How Far Should Citizen Journalism Go?

As Ernst Poulsen posted, a Danish newspaper ran a photo of a couple being gunned down on the street. The photo was taken with a camera phone by a witness, not a staff photographer.

Poulsen wonders, obviously, whether the graphic photo should have run. But he raises another point that deserves as much attention:

I fear that we're not far from the day, when someone out there will be so preoccupied with taking pictures, that they forget to call for help.

It is an increasingly common idea that a bystander will be equipped to shoot such an event (or tragedy, as the case may be), and Poulsen is right to question the acceptance of it.

“Citizen journalism” in theory is not bad - it allows more input and, as the USC Annenberg Online Journalism Review puts it, is “more informal, spirited and community-based.”

That’s fine for everyday stories that don’t put people in danger - and it did prove worthwhile even in cases where people were in danger, like the London bombings. But opening the door so widely to this idea subjects ordinary people to the guilt that journalists in disastrous events have long experienced when they cover, not intervene in, tragedy.

The men and women who are trained in the profession have a hard time separating what they do while they’re journalists from what they would have done if they weren’t. Boundaries need to be established for those eyewitnesses and innocent bystanders who now have an outlet on their newspapers’ Web sites. When they pick up their phones, it should be to call 911, not to get a story.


» **Aim of the task**
When you reach the line containing "Give me the", begin reproducing the lines exactly and continue through the end of the listing, leaving out the pictures.

» **Given data**
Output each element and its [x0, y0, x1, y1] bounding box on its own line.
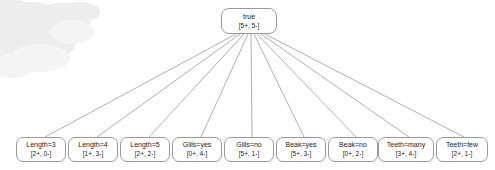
- leaf-node-counts: [5+, 1-]: [239, 150, 259, 158]
- leaf-node-label: Beak=no: [339, 141, 367, 149]
- leaf-node-counts: [0+, 2-]: [343, 150, 363, 158]
- leaf-node-label: Teeth=few: [446, 141, 478, 149]
- leaf-node-counts: [2+, 0-]: [31, 150, 51, 158]
- leaf-node-counts: [2+, 1-]: [452, 150, 472, 158]
- leaf-node-beak-no[interactable]: Beak=no [0+, 2-]: [328, 137, 378, 162]
- leaf-node-label: Length=3: [26, 141, 55, 149]
- leaf-node-label: Length=5: [130, 141, 159, 149]
- tree-edge: [97, 34, 240, 137]
- leaf-node-counts: [1+, 3-]: [83, 150, 103, 158]
- leaf-node-beak-yes[interactable]: Beak=yes [5+, 3-]: [276, 137, 326, 162]
- tree-edge: [45, 34, 236, 137]
- leaf-node-counts: [2+, 2-]: [135, 150, 155, 158]
- leaf-node-counts: [0+, 4-]: [187, 150, 207, 158]
- leaf-node-teeth-many[interactable]: Teeth=many [3+, 4-]: [378, 137, 434, 162]
- leaf-node-length-5[interactable]: Length=5 [2+, 2-]: [120, 137, 170, 162]
- root-node-label: true: [243, 13, 255, 21]
- tree-edge: [254, 34, 304, 137]
- leaf-node-length-3[interactable]: Length=3 [2+, 0-]: [16, 137, 66, 162]
- decision-tree-diagram: true [5+, 5-] Length=3 [2+, 0-] Length=4…: [0, 0, 495, 170]
- leaf-node-gills-yes[interactable]: Gills=yes [0+, 4-]: [172, 137, 222, 162]
- tree-edge: [265, 34, 464, 137]
- tree-edge: [257, 34, 356, 137]
- leaf-node-counts: [5+, 3-]: [291, 150, 311, 158]
- leaf-node-counts: [3+, 4-]: [396, 150, 416, 158]
- leaf-node-length-4[interactable]: Length=4 [1+, 3-]: [68, 137, 118, 162]
- leaf-node-label: Beak=yes: [286, 141, 317, 149]
- leaf-node-teeth-few[interactable]: Teeth=few [2+, 1-]: [436, 137, 488, 162]
- tree-edge: [149, 34, 244, 137]
- leaf-node-gills-no[interactable]: Gills=no [5+, 1-]: [224, 137, 274, 162]
- root-node-counts: [5+, 5-]: [239, 22, 259, 30]
- leaf-node-label: Gills=yes: [183, 141, 212, 149]
- tree-edge: [261, 34, 409, 137]
- leaf-node-label: Gills=no: [236, 141, 261, 149]
- root-node[interactable]: true [5+, 5-]: [221, 8, 277, 34]
- tree-edge: [251, 34, 252, 137]
- leaf-node-label: Teeth=many: [387, 141, 425, 149]
- leaf-node-label: Length=4: [78, 141, 107, 149]
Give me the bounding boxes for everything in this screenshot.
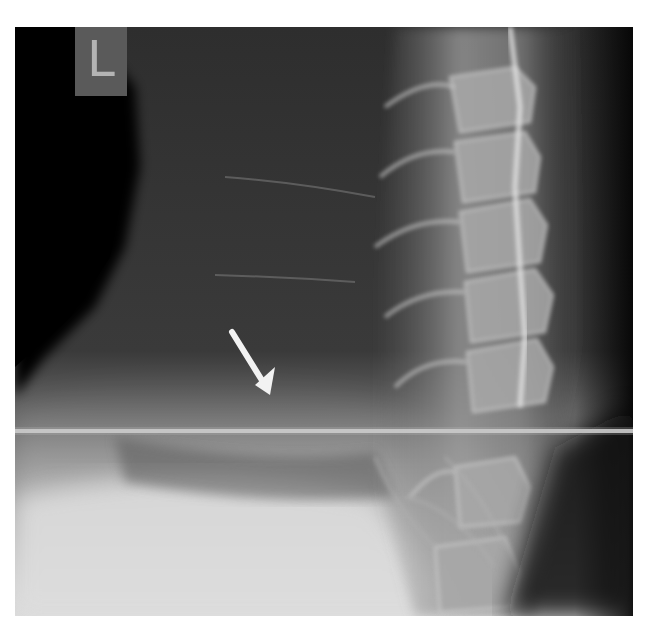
radiograph-graphic: [15, 27, 633, 616]
xray-image: L: [15, 27, 633, 616]
side-marker-l: L: [75, 27, 127, 96]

» **Exercise answer**
Give me the bounding boxes for everything in this screenshot.
radiograph-graphic: [15, 27, 633, 616]
xray-image: L: [15, 27, 633, 616]
side-marker-l: L: [75, 27, 127, 96]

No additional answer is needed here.